For the grace of God has appeared, bringing salvation to all. – Titus 2:11
My eyes shot open at the sound of a crackling noise. Did I hear a shuffling of feet, a cracking of 
the walnuts by the fireplace? Someone had intruded into the darkness of our home. I was sure of it. My heart raced.
It was December 24. In the midst of growing doubts in my seven-year-old mind, I suddenly had proof. Santa Claus was in the next room! This was the moment I had waited for – to catch Santa Claus in the act of delivering presents to our family. But I was too terrified to actually peek into the room. As if somehow I knew that a direct confrontation might make Santa Claus mad or, worse, make him vanish before he had time to deliver all my presents.
That was the last Christmas of my childhood dream and the beginning of my pathway to another kind of belief…
Everyone who grew up with Santa travels the transition out of childhood belief in a differnt way. When my dad finally confessed the truth to me, my icons fell like dominoes: No Santa? Then there must be no Easter Bunny. No Easter Bunny? Then there must be no Tooth Fairy either? No Tooth Fairy? Then there must be no God. "Wait," my father told me, "God is different. There is a God."
I nodded my head as if I understood, but the truth is I wondered, at age seven, if maybe God was just another adult trick. It took me years (including two and a half years of Divinity School) to get my own ideas about this straight.

The story of the appearence of God’s grace in the form of the baby
delivered to Mary has enchanted billions for millenia. This fact alone
is astonishing – that a single birth could transform the world. That is
the power of grace when it appears in human form. And that is the grace I and the rest of humankind see when we watch caregivers offering love to those in need. We need the hope that Christ has brought to us. And we all need the love that Jesus’ taught and exemplified.
Along the
way from that blessed day of Jesus’ birth to this one, the spirit of grace has always
been present. The question has never been, Is God near? The question
has also been whether we are open to God’s presence.
Shepherds
and kings awaited the Messiah. After his arrival, some were awed, many
others were skeptical, and many beyond that never understood what grace
appeared in that flash of light two millenia ago.
The echoes of Jesus’ birth have sounded across the world for so long now – in the hands of artists who painted their impression of the moments after birth, in the millions of words written to describe the impact of that single event, and in the hearts of million who find new hope each year at this time as they contemplate the blessed birth of light and love.
I have nothing new to say. Yet, each of us always has new things to learn, new discoveries to make , and new ways to awaken to the glory of God’s grace.
The reminders of God’s grace are everywhere. I see them in my grandson’t eyes, in my 94-year-old mother’s heart and in the loving touches my wife spreads around our home.
The need for God’s grace is more painfully apparent. Too much of the world lives in fear of hunger, of cold, of bombs dropping from the sky or exploding from cars, of bullets fired from the guns of people who live from hate rather than love.
The world will always need God’s grace. And it will always be available for anyone wise enough to open their hearts to receive it.
One day, I was speaking with Dr. Patout Burns, a professor of mine at Vanderbilt Divinity School. I was talking with him about childhood magic and childhood faith. "Yes," he said. "And then when you truly come to faith as an adult you discover that the myths are true."
-Erie Chapman
*The first painting is Norman Rockwell’s Saturday Evening Post cover "Surprise."
The second painting is Correggio (1489-1534) Holy Night.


- [Work instructions]: Pick every line with "JSON" from the material below.

_ _ _ _ _

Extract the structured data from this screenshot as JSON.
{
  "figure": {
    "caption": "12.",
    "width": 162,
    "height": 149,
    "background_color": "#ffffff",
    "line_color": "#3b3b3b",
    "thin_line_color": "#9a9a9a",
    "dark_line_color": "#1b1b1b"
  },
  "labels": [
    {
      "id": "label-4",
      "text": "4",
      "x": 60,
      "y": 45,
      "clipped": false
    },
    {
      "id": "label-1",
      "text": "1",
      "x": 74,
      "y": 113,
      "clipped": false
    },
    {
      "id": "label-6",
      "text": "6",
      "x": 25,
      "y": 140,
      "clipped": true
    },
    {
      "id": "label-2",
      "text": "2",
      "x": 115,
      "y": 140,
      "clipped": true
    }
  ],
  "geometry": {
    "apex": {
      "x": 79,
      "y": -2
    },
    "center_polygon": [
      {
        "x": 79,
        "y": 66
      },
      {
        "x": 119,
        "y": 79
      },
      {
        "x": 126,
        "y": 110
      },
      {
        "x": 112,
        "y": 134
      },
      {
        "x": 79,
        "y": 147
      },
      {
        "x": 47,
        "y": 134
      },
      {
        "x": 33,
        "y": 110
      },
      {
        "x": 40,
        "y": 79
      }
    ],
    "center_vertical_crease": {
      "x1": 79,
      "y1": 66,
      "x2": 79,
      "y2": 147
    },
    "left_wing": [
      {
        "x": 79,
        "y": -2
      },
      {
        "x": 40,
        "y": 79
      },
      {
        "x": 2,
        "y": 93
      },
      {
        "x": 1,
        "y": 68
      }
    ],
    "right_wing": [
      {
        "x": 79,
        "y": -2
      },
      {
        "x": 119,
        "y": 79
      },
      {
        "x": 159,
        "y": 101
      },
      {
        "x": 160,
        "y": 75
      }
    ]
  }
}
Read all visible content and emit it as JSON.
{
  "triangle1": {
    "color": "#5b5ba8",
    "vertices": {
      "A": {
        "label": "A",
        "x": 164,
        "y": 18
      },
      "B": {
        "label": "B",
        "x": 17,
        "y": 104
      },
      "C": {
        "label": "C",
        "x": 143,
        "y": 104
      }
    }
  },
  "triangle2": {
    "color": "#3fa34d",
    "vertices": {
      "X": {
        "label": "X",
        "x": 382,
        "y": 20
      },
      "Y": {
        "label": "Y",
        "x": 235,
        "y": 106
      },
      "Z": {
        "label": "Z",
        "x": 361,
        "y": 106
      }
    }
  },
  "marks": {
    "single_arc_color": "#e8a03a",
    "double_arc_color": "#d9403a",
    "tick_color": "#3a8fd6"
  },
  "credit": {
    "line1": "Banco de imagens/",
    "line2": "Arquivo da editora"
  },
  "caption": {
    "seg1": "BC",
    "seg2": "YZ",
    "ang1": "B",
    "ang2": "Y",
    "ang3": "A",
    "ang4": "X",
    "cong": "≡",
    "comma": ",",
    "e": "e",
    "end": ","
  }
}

_ _ _ _ _

- [Exercise output]:
Extract the structured data from this screenshot as JSON.
Read all visible content and emit it as JSON.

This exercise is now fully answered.